“I got it all, okay?”
Smiling brightly, she turned back. “Okay.” She stepped over to rub a hand over his short, soft hair. He’d been her towheaded baby boy, she mused, but his hair was darkening, and she suspected it would be a light brown eventually.
Just as hers would be without the aid of Born Blonde.
In a habitual gesture, Frannie tapped his dark-framed glasses back up his nose. “You make sure you thank Miss Barry and Mr. O’Dell when you get there.”
“I will.”
“And when you leave to come home tomorrow.”
“Yes, ma’am.”
She took his face in her hands, looked through the thick lenses into eyes the same color as his father’s calm gray ones. “Behave,” she said and kissed his cheek. “Have fun.” Then the other. “Happy birthday, my baby.”
Usually it mortified him to be called her baby, but for some reason, just then, it made him feel sort of gooey and good.
“Thanks, Mom.”
He shrugged on the backpack, then hefted the loaded picnic basket. How the hell was he going to ride all the way out to Hawkins Wood with half the darn grocery store on his bike?

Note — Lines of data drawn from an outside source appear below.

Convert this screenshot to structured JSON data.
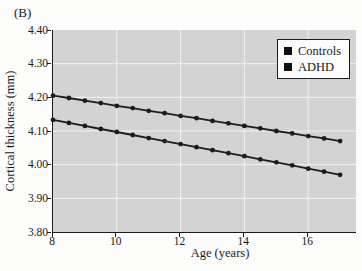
{
  "panel_label": "(B)",
  "colors": {
    "page_background": "#fcfcfa",
    "plot_background": "#d3d3d3",
    "grid": "#f2f2f2",
    "axis": "#1c1c1c",
    "series": "#1c1c1c",
    "legend_background": "#fdfdfd"
  },
  "chart_data": {
    "type": "line",
    "title": "",
    "xlabel": "Age (years)",
    "ylabel": "Cortical thickness (mm)",
    "xlim": [
      8,
      17.5
    ],
    "ylim": [
      3.8,
      4.4
    ],
    "x_ticks": [
      8,
      10,
      12,
      14,
      16
    ],
    "y_ticks": [
      "4.40",
      "4.30",
      "4.20",
      "4.10",
      "4.00",
      "3.90",
      "3.80"
    ],
    "grid": true,
    "legend_position": "top-right",
    "x": [
      8,
      8.5,
      9,
      9.5,
      10,
      10.5,
      11,
      11.5,
      12,
      12.5,
      13,
      13.5,
      14,
      14.5,
      15,
      15.5,
      16,
      16.5,
      17
    ],
    "series": [
      {
        "name": "Controls",
        "color": "#1c1c1c",
        "marker": "circle",
        "values": [
          4.205,
          4.198,
          4.19,
          4.183,
          4.175,
          4.168,
          4.16,
          4.153,
          4.145,
          4.138,
          4.13,
          4.123,
          4.115,
          4.108,
          4.1,
          4.093,
          4.085,
          4.078,
          4.07
        ]
      },
      {
        "name": "ADHD",
        "color": "#1c1c1c",
        "marker": "circle",
        "values": [
          4.133,
          4.124,
          4.115,
          4.106,
          4.097,
          4.088,
          4.079,
          4.07,
          4.061,
          4.052,
          4.043,
          4.034,
          4.025,
          4.016,
          4.007,
          3.998,
          3.988,
          3.979,
          3.97
        ]
      }
    ]
  }
}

The guys were going to razz him something fierce.
Since he was stuck, he carted it into the garage where his bike hung tidily-by Mom decree-on a rack on the wall. Thinking it through, he borrowed two of his father’s bungee cords and secured the picnic basket to the wire basket of his bike.
Then he hopped on his bike and pedaled down the short drive.
FOX FINISHED WEEDING HIS SECTION OF THE vegetable garden before hefting the spray his mother mixed up weekly to discourage the deer and rabbits from invading for an all-you-can-eat buffet. The garlic, raw egg, and cayenne pepper combination stank so bad he held his breath as he squirted it on the rows of snap beans and limas, the potato greens, the carrot and radish tops.
He stepped back, took a clear breath, and studied his work. His mother was pretty damn strict about the gardening. It was all about respecting the earth, harmonizing with Nature, and that stuff.